The South Carolina Constitution, in Article X, Section 7(b), requires municipalities to adopt a balanced budget each year, with revenues equaling expenditures.
The key to a good budget process that complies with state law is an organized budget plan, executed by a council and staff working together as a team.
Forecasting the budget
City staff can help with budget forecasting by maintaining records on revenue and expenditures in a format that can be compared across at least three to five years.
Councils can avoid unexpected problems by studying and adjusting prior-year revenues and expenditures to account for unique situations. On the revenue side, this could be one-time dollars budgeted the previous year, like grants, collection of past-due revenues, insurance settlements, and opening or closing of businesses or industries. Health insurance premiums, state retirement contributions, utility rate increases and one-time payments are examples of items to double-check on the expenditure side for increases.
Councils may want to wait as late as possible when finalizing revenue projections. A city with a July 1 fiscal year start date may want to consider a budget work session in May, followed by two readings of the budget ordinance in June.
Adopting the budget
As cities and towns craft their budget ordinances, they must use public meetings, and the SC Freedom of Information Act sets the requirements for giving notice of all public meetings. This includes posting an agenda at the meeting site at least 24 hours in advance and notifying the press and anyone else who has requested notice at that time as well. Cities and towns must also post the agenda on their websites, if one exists.
Under SC Code Section 6-1-80, councils must conduct a public hearing on the budget, giving at least a 15-day public notice in a newspaper of general circulation in the area.
For municipalities using the council form of government, the council should designate the people responsible for preparing the budget. For the other two forms of municipal government, state law designates who is responsible for budget preparation. In the mayor-council form, the mayor is charged with preparing the budget for the council’s consideration. In the council-manager form, the city or town manager prepares the budget.
Under the SC Constitution, municipalities most likely do not have the authority to operate under a continuing budget resolution rather than a properly-adopted budget. If a budget cannot be adopted by the end of a city’s fiscal year, council should at least adopt a provisional budget using the previous year’s revenue and expenses. Later, the council could amend the provisional budget as new information on revenues and expenditures arrives, but would still need to have the two readings and public hearings when doing so.
Adjusting the millage cap
Municipalities seeking to increase a property tax millage rate are constrained by Act 388 of 2006. They may increase millage for general operating purposes in one year by the previous calendar year’s average consumer price index increase and the percentage increase in the municipality’s previous year population as provided by the SC Revenue and Fiscal Affairs Office.

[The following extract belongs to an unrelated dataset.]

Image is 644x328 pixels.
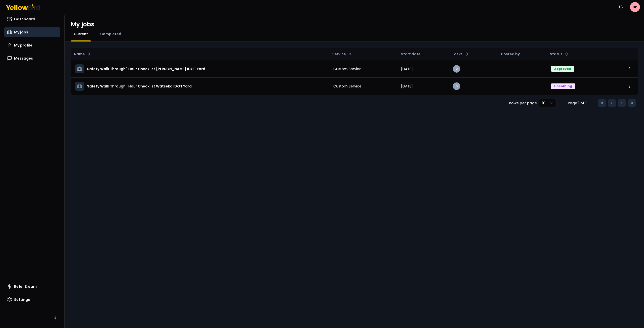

The law allows a “look-back” period of three years. Councils that did not impose the millage increase allowed by Act 388 during the previous three years may impose that increase in addition to their current-year allowance.
In property tax reassessment years, municipalities must adjust the millage rate to account for the change in the assessed value after reassessment, excluding the increase in value associated with new construction, the renovation of existing structures and the resale of a property to produce no more property tax revenue than the previous year. This is referred to as the “rollback millage calculation.”
Learn about the budget process in the Handbook for Municipal Officials.